Work order — Reproduce exactly the entries from the "The image size is (805, 532)." line to the end. Skip all pictures.

Stored records —
════

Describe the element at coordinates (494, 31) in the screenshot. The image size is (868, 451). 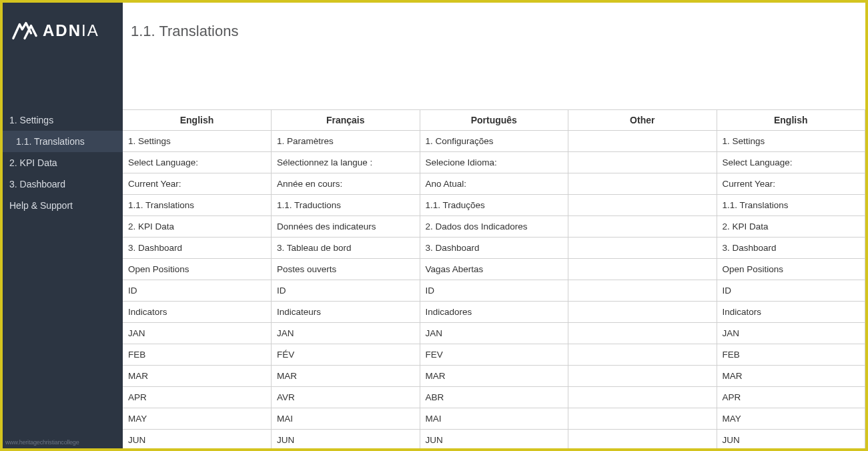
I see `page-title: 1.1. Translations` at that location.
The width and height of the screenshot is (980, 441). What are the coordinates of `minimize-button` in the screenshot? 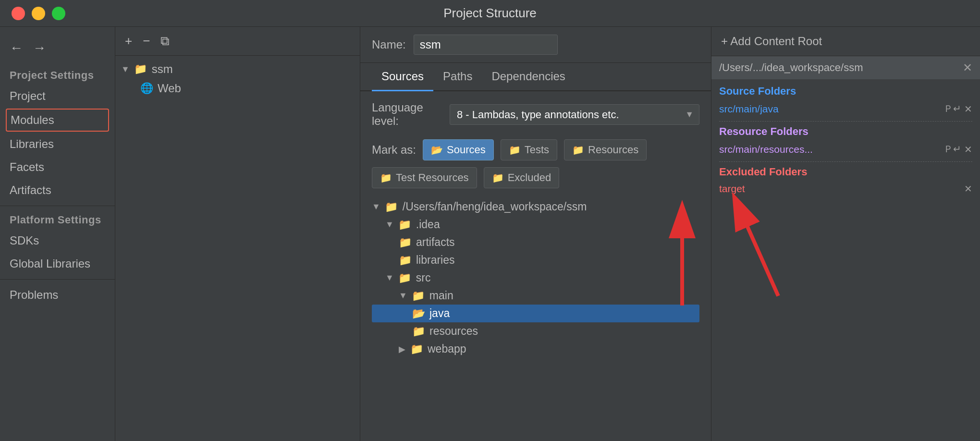 It's located at (38, 13).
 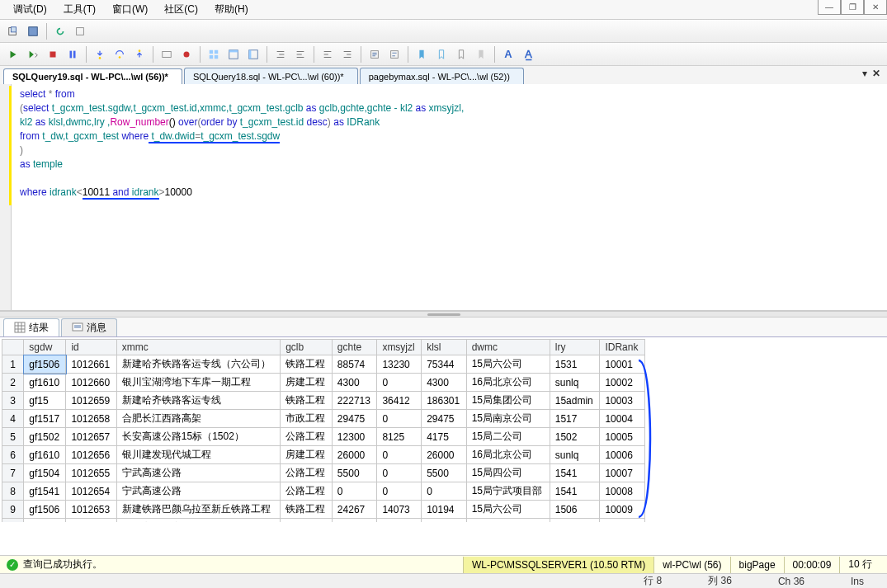 What do you see at coordinates (60, 31) in the screenshot?
I see `refresh-button` at bounding box center [60, 31].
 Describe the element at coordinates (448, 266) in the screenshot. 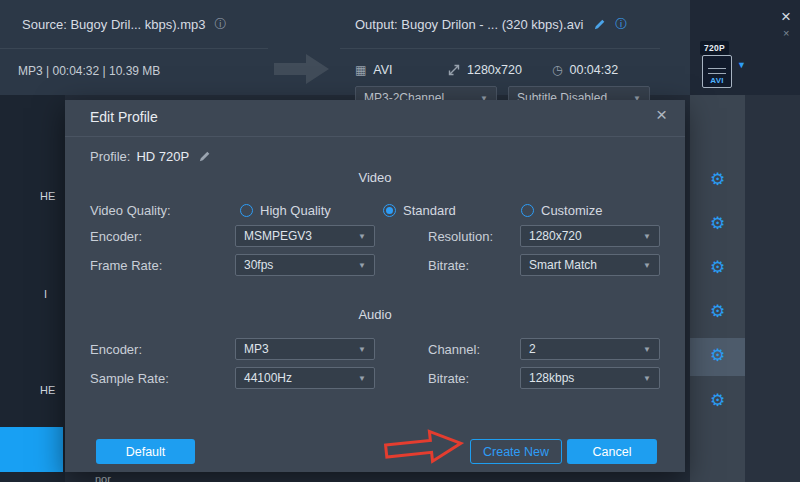

I see `video-bitrate-label: Bitrate:` at that location.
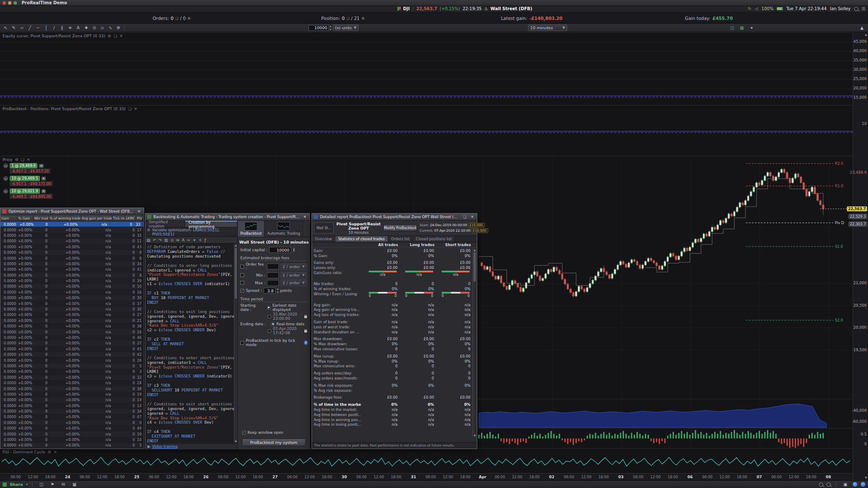 The width and height of the screenshot is (868, 488). What do you see at coordinates (72, 378) in the screenshot?
I see `optimize-table-row: 0.0000+0.00%0+0.00%n/a032` at bounding box center [72, 378].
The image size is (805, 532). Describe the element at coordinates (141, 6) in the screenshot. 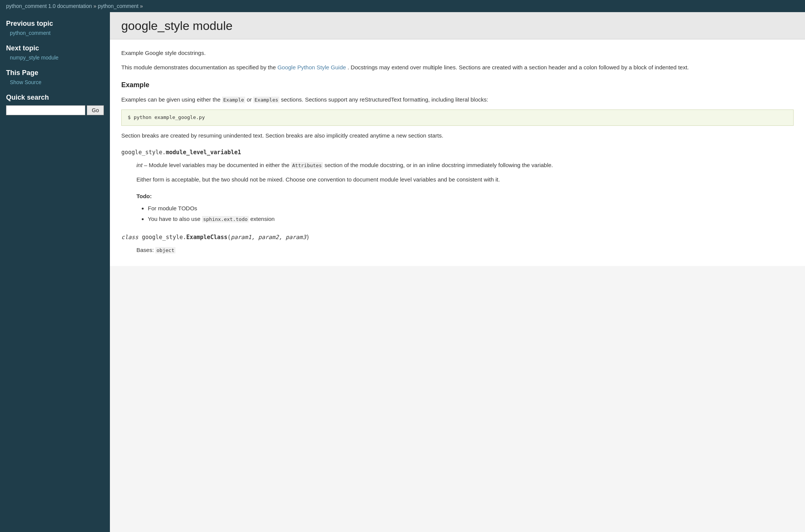

I see `breadcrumb-sep2: »` at that location.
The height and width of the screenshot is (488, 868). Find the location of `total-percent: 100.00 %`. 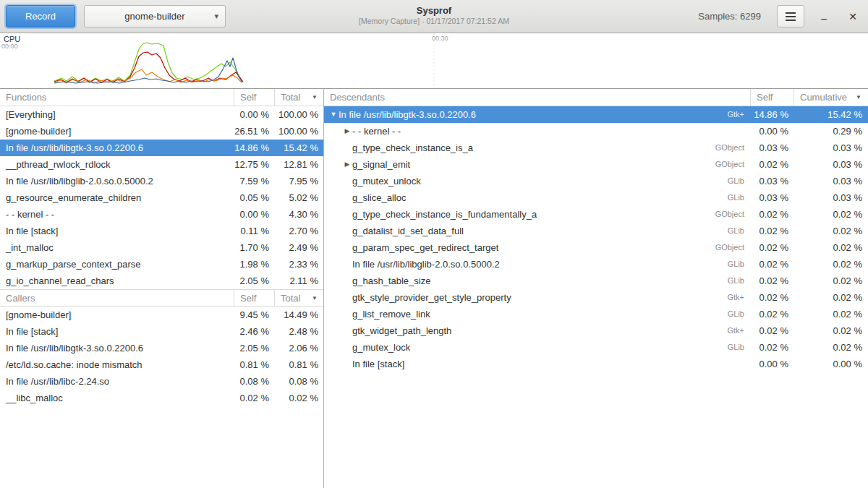

total-percent: 100.00 % is located at coordinates (299, 114).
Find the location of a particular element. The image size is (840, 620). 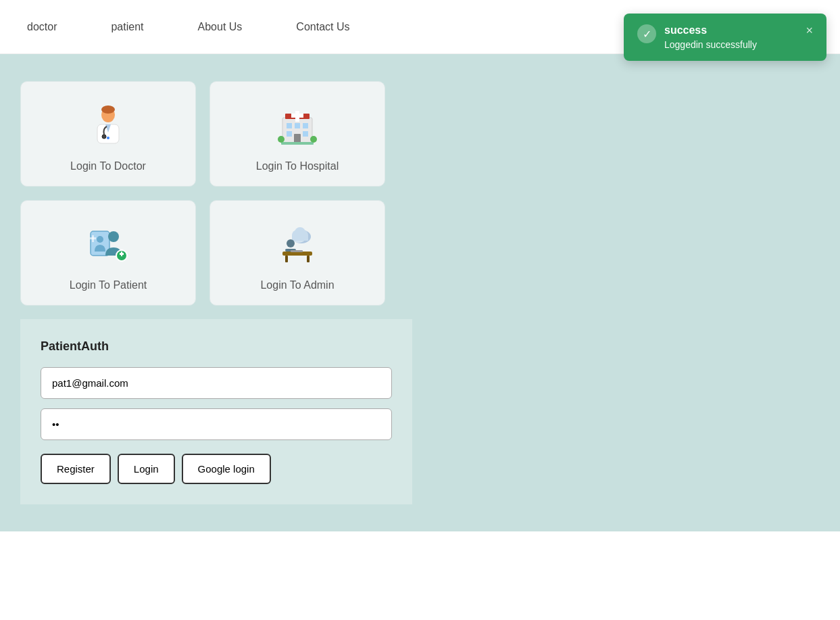

card-patient-label: Login To Patient is located at coordinates (108, 285).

════

Response —
The image size is (805, 532). Describe the element at coordinates (141, 6) in the screenshot. 

I see `breadcrumb-sep2: »` at that location.
The height and width of the screenshot is (488, 868). Find the location of `total-percent: 100.00 %`. 

total-percent: 100.00 % is located at coordinates (299, 114).
Find the location of a particular element. The image size is (840, 620). 

card-patient-label: Login To Patient is located at coordinates (108, 285).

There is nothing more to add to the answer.